Ok guys, just keep a lid on it.

I think the symlink is the best way of handling the situation. As far as I 
understand it, the symlink used to be there for when glibc was compiled, to 
know what features the kernel supports etc... Since then we have popped out 
"linux-headers" which basically solves this problem, and had you _not_ had to 
compile anything the symlink could point to wherever the hell you wanted.

Now some packages it seems need to find out which kernel they are going to 
have to operate within, and there is no way of finding this out except being 
told (i.e. a symlink to the target kernel to be built for, or some kind of 
variable set before compilation).

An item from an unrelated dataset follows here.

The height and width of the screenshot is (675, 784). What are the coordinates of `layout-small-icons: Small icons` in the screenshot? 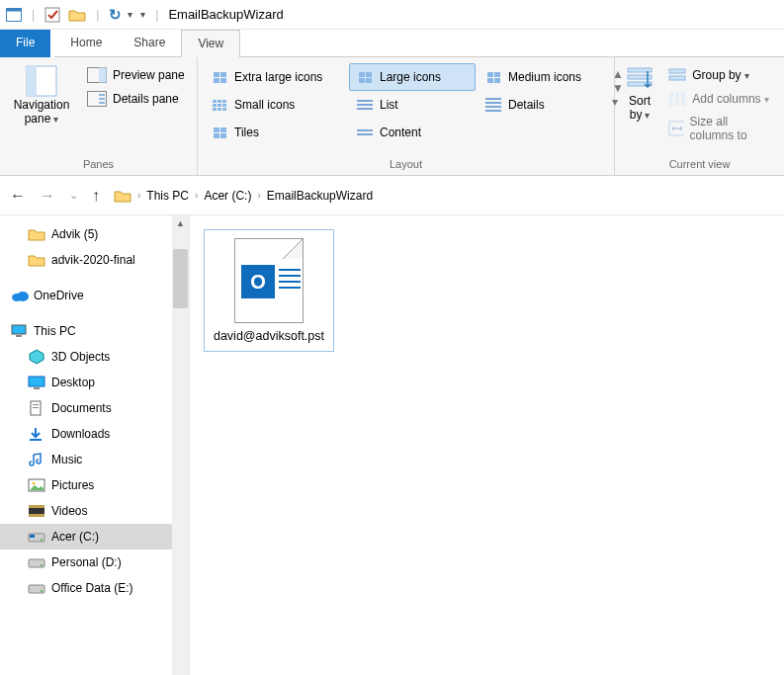 It's located at (275, 105).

I honestly think the symlink is the best 
way of doing this and the env variable just complicates things.

The reason kernel modules cannot link to the "linux-headers" sources is 
because they are not the running sources. If linux-headers didnt exist, every 
time your recompiled your kernel you would have to recompile half your system 
(as I understand it).

Also, the reason Linux told people to do all those three steps were because 
that some _broken_ distros were using the /usr/src/linux symlink to build 
glibc against and therefore breaking glibc when the kernel was upgraded. He 
quoted that method because, even though it may not be the best method, it 
works with most (even broken) distros. 

If the /usr/src/linux symlink was not pointing to the current linux sources, 
you would need to merge kernel related packages _after_ reboot. So when you 
are installing you would need to boot into your own kernel to build, say, 
network card drivers. Chicken and egg, cant fetch pcmcia-cs to install your 
network card.

And by the way, the symlink is NOT obsolete, because there has been no better 
method to address this situation.

Thanks,
Chris.
-- 
            It is easier to fix Unix than to live with NT.